The EU AI Act requires you to document that your training, validation, and test data is representative and bias-checked (Article 10), that your model meets declared accuracy and robustness thresholds on a held-out set (Article 15), and that you maintain a running risk management process (Article 9) with human oversight (Article 14). In practice this is a model-QA spec: each obligation maps to a concrete test and a named evidence artifact an auditor can review.

What does Article 10 of the EU AI Act require for training data?

Article 10 requires data governance: your training, validation, and test datasets must be relevant, representative, and as free of errors and bias as possible for the intended purpose. You need to show coverage of the populations the system affects, document data lineage, and examine datasets for biases that could harm fundamental rights. The evidence is a data card with population and coverage analysis plus a bias audit with per-segment metrics.

When does the EU AI Act high-risk enforcement deadline take effect?

High-risk AI obligations under the EU AI Act become enforceable in August 2026. That is the hard, dated deadline for Annex III high-risk systems - hiring, credit scoring, biometrics, critical infrastructure, and similar use cases. Most provisions for these systems apply 24 months after the Act entered into force on 1 August 2024. If you sell a high-risk AI system into the EU, your validation evidence needs to exist before that date, not after.

What documentation do you need to prove EU AI Act compliance for a model?

At minimum, six artifacts: a data card (Article 10 coverage and lineage), a model evaluation report (Article 15 accuracy with confidence intervals), a bias audit report (per-segment fairness metrics), a robustness test log (adversarial, perturbation, and OOD results), a risk management file (Article 9 residual-risk register), and the Annex IV technical documentation that ties it together. Each must link to a specific model version and dataset snapshot.

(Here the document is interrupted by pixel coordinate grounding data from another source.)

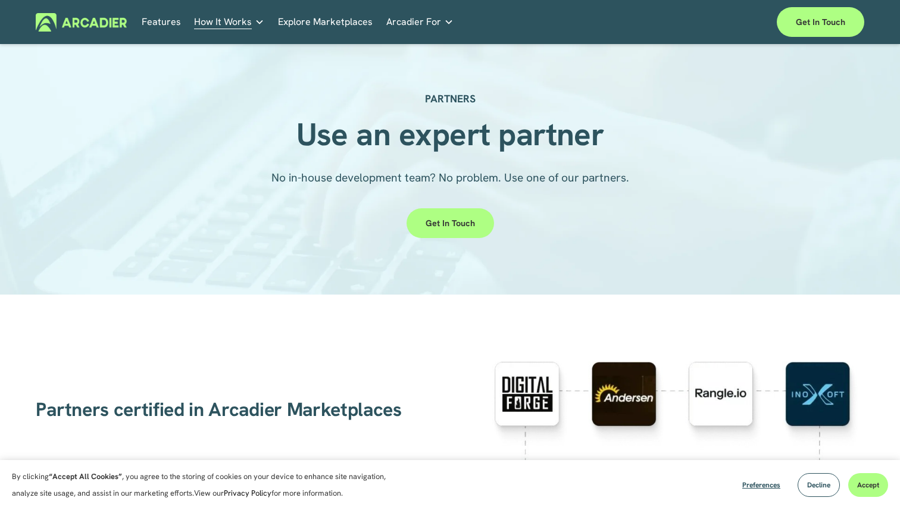 This screenshot has width=900, height=510. Describe the element at coordinates (762, 485) in the screenshot. I see `button: Preferences` at that location.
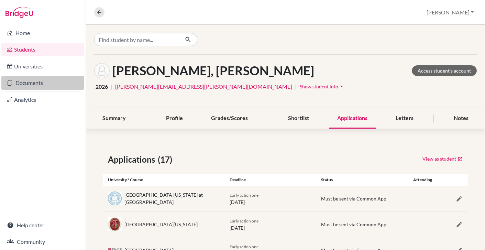  Describe the element at coordinates (352, 118) in the screenshot. I see `div: Applications` at that location.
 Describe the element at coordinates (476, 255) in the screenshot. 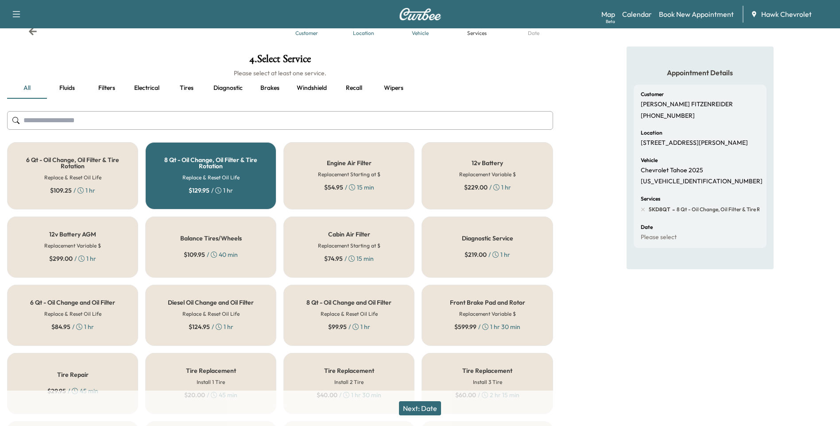

I see `span: $ 219.00` at that location.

Does the EU AI Act require bias testing of AI models?

Yes. Article 10 requires examining datasets for biases likely to affect health, safety, or fundamental rights, and Article 15's accuracy obligation effectively requires you to show performance does not collapse for subgroups. In practice that means subgroup performance and disparity testing across protected attributes using metrics like demographic parity and equalized odds, captured in a bias audit report. It is not optional for high-risk systems.